Mr Ilmārs Rimšēvičs, Governor of the Latvijas Banka (Bank of Latvia), was suspended from office by a decision of the Korupcijas novēršanas un apkarošanas birojs (Office for the prevention and combating of corruption, Latvia) because he is suspected of having traded in influence for the benefit of a Latvian bank.
The actions brought by Mr Rimšēvičs (C-202/18) and the European Central Bank (ECB) (C-238/18) against that decision are the first cases brought before the Court of Justice on the basis of the power conferred on it by Article 14.2 of the Statute of the European System of Central Banks and of the European Central Bank1 (‘the ESCB’ and ‘the ECB’, respectively) for a ruling on decisions relieving Governors of the central banks of the Member States from office.
That power derives, inter alia, from the fact that Governors of the central banks of the Member States whose currency is the euro, even though appointed and relieved from office by the Member States, are also members of a body forming part of an EU institution, that is, the Governing Council of the ECB.
In the Opinion, Advocate General Juliane Kokott proposes that the Court should rule that, by prohibiting Mr Rimšēvičs from performing his duties as Governor of the Bank of Latvia without providing the Court with evidence of the acts which it alleges he committed, the Republic of Latvia has failed to fulfil its obligations under the Statute of the ESCB and of the ECB. That statute provides that ‘a Governor may be relieved from office only if he no longer fulfils the conditions required for the performance of his duties or if he has been guilty of serious misconduct’. As the Advocate General points out, the Court’s task is to determine whether a Member State which has relieved a Governor of its central bank from office has shown to the requisite legal standard that those conditions are met.
First of all, the Advocate General observes that the measures adopted in the present case in respect of Mr Rimšēvičs, although temporary, nonetheless constitute being ‘relieved from office’ within the meaning of Article 14.2 of the Statute of the ESCB and of the ECB, because, in order for a measure to fall within its scope, that notion concerns not the form of that measure and its status under national law, but its substance and tangible effects. In the present case, the tangible effect of the measures imposed on Mr Rimšēvičs is that he is prevented from performing his duties as Governor of the Bank of Latvia and as member of the Governing Council of the European Central Bank.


Read the data below line by line and copy each one with "white" in it.

>>>>

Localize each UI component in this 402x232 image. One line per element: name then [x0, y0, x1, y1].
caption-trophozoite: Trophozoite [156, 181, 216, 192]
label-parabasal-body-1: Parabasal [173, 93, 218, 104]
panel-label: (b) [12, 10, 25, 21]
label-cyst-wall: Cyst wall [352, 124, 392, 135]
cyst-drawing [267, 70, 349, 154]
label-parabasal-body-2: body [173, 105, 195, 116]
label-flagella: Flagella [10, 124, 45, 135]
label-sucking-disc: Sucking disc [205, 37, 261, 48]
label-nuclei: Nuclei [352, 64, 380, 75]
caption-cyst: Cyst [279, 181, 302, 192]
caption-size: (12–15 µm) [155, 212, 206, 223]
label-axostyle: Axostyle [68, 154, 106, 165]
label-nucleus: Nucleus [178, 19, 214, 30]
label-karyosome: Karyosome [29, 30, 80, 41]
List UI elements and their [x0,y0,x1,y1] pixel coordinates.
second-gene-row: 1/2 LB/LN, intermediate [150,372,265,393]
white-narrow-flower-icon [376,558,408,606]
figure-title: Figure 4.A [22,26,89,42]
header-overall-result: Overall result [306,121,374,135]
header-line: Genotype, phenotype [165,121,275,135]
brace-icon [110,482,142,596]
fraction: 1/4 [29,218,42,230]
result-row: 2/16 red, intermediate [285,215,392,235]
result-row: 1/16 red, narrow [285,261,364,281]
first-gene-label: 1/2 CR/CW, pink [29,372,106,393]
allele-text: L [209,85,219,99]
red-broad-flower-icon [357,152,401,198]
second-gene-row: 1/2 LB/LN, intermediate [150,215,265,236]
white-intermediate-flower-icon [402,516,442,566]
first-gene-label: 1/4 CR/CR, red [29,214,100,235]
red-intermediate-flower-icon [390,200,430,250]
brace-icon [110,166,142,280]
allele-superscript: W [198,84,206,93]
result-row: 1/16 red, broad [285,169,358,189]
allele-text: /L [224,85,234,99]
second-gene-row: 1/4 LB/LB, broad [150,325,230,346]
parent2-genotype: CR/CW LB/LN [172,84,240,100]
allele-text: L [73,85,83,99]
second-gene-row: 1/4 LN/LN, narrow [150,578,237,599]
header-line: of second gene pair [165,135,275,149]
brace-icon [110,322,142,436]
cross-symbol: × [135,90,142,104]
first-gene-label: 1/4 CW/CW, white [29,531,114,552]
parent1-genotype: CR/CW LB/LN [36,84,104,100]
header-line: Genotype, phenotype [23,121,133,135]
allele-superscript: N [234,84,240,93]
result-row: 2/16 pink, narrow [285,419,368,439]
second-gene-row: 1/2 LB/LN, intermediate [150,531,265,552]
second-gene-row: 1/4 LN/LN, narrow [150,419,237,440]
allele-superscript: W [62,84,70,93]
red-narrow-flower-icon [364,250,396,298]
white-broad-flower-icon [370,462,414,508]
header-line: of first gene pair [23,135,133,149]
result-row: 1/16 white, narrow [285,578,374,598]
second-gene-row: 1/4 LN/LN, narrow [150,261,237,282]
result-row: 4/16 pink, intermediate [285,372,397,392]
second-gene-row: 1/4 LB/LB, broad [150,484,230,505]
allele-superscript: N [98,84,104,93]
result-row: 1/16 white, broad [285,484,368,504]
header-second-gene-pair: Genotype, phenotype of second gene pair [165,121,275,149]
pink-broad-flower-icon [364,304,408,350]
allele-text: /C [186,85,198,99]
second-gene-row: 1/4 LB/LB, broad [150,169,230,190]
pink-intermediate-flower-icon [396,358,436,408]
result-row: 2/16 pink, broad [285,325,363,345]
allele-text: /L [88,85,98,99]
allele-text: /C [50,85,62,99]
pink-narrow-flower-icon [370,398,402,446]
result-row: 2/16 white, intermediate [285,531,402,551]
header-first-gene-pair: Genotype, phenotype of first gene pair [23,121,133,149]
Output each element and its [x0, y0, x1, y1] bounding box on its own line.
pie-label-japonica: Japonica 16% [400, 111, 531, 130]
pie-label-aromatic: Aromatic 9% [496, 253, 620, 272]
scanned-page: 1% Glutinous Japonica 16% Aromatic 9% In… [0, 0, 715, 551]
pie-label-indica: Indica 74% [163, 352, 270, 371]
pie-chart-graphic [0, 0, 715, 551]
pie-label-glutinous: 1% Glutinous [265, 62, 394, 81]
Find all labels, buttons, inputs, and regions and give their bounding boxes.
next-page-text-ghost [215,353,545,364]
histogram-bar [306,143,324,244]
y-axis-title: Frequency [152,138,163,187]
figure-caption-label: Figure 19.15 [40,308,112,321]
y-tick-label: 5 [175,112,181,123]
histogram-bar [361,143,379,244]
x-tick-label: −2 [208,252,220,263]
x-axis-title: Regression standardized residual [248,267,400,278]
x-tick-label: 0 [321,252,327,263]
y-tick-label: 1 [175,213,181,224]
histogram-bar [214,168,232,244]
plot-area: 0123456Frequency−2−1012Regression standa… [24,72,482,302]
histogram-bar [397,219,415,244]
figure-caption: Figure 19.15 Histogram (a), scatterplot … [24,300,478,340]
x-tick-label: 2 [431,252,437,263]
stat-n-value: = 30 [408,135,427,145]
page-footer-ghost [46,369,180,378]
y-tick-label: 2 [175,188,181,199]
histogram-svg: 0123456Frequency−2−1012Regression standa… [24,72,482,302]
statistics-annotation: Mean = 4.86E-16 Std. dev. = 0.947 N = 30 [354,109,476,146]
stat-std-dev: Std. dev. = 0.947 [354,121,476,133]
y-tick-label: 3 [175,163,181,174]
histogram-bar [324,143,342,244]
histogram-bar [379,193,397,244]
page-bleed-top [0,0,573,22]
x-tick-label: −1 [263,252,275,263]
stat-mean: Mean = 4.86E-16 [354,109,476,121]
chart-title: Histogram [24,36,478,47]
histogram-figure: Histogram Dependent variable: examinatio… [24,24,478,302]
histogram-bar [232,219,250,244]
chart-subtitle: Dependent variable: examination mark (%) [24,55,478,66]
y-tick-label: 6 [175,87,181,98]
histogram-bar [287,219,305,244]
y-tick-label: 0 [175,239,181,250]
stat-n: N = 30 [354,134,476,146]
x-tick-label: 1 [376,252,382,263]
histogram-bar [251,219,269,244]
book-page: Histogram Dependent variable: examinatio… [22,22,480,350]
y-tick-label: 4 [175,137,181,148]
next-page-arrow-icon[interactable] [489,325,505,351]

<<<<

- **RESPONSE TO THIS EXERCISE**
white-narrow-flower-icon [376,558,408,606]
white-intermediate-flower-icon [402,516,442,566]
first-gene-label: 1/4 CW/CW, white [29,531,114,552]
white-broad-flower-icon [370,462,414,508]
result-row: 1/16 white, narrow [285,578,374,598]
result-row: 1/16 white, broad [285,484,368,504]
result-row: 2/16 white, intermediate [285,531,402,551]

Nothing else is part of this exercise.